In most US states the outcome of the presidential vote is all but certain. But there are seven key battleground states that will decide this election.
Not all battleground states are created equal, however. Each candidate has a “wall” of three states that offers the most direct path to the White House.
Harris’s so-called “blue” wall, named for the colour of the Democratic Party, stretches across Pennsylvania, Michigan and Wisconsin in the Great Lakes region. It has been the subject of much political conversation since 2016, when Trump narrowly won all three traditionally Democratic states on his way to victory.
Joe Biden flipped these states back in 2020. If Harris can hold them, she doesn’t need any other battleground, as long as she also wins a congressional district in Nebraska (which has a slightly different system in how it awards its electoral college votes).
That explains why she has spent the bulk of her time in these blue wall states during the campaign’s final stretch, with full days on the ground in each.
On Monday night, she held her final rally in Philadelphia, Pennsylvania, at the top of the 72 steps leading to the city’s Museum of Art, which Sylvester Stallone’s fictional boxer Rocky climbed in the film of the same name – before narrowly losing to his opponent, Apollo Creed.
Trump’s “red wall” sits along the eastern edge of the US. It is less talked about but equally important to his electoral chances. It starts in Pennsylvania but stretches south to North Carolina and Georgia. If he carries these states, he will win by two electoral votes, no matter how the other battlegrounds vote.
That explains why he’s held five events in North Carolina in just in the last week.
The overlapping point on each of these walls, of course, is Pennsylvania – the biggest battleground electoral prize. Its nickname, the Keystone State, has never been more appropriate.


> **What the exercise asks**: From the entries below, tally how many lines contain "Highlight" and report only that figure.

> **Excerpted data**:
§ §
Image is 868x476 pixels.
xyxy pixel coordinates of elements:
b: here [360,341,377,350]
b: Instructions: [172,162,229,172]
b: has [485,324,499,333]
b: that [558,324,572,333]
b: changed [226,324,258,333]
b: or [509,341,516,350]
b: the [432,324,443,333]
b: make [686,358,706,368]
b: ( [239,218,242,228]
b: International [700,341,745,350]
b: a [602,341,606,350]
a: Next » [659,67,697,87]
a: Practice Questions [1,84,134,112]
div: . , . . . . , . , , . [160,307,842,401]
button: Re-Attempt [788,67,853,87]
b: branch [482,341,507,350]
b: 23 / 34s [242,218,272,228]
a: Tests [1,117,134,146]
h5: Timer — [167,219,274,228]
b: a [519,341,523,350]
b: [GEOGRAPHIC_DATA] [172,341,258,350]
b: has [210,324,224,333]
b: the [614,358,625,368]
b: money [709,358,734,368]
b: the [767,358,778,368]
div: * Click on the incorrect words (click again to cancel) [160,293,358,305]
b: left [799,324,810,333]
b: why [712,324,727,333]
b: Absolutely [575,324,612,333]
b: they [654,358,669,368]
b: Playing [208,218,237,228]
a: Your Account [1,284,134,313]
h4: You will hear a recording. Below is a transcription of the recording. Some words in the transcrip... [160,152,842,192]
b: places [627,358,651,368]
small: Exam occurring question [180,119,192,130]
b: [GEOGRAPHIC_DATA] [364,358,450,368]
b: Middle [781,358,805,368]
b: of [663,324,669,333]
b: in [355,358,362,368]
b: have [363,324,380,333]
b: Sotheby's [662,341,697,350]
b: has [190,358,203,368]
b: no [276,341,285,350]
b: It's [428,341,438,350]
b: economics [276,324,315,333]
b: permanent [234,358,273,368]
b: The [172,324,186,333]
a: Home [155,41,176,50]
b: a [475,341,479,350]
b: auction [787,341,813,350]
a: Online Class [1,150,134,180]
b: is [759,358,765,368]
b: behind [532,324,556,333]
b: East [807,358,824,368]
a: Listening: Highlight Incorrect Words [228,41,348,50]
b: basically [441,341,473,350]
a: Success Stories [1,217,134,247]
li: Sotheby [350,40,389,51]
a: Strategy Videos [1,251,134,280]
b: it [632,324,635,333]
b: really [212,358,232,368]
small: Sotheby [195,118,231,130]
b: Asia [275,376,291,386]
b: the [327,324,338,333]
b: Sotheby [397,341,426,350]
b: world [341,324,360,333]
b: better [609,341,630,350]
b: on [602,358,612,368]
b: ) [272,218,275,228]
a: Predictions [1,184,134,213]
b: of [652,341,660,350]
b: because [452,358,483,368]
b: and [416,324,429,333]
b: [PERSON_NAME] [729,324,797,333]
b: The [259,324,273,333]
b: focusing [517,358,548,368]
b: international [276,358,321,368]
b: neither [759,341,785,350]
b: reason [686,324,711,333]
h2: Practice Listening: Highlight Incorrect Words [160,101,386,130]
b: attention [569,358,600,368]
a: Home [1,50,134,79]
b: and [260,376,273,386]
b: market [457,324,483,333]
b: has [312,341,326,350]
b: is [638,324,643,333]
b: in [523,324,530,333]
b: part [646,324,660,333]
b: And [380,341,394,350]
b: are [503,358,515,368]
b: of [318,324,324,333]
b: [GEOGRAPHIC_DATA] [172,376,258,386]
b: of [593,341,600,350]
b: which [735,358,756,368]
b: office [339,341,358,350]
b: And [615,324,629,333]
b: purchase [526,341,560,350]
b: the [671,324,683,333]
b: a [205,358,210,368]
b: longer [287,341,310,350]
§ §
> **Your solution**: 2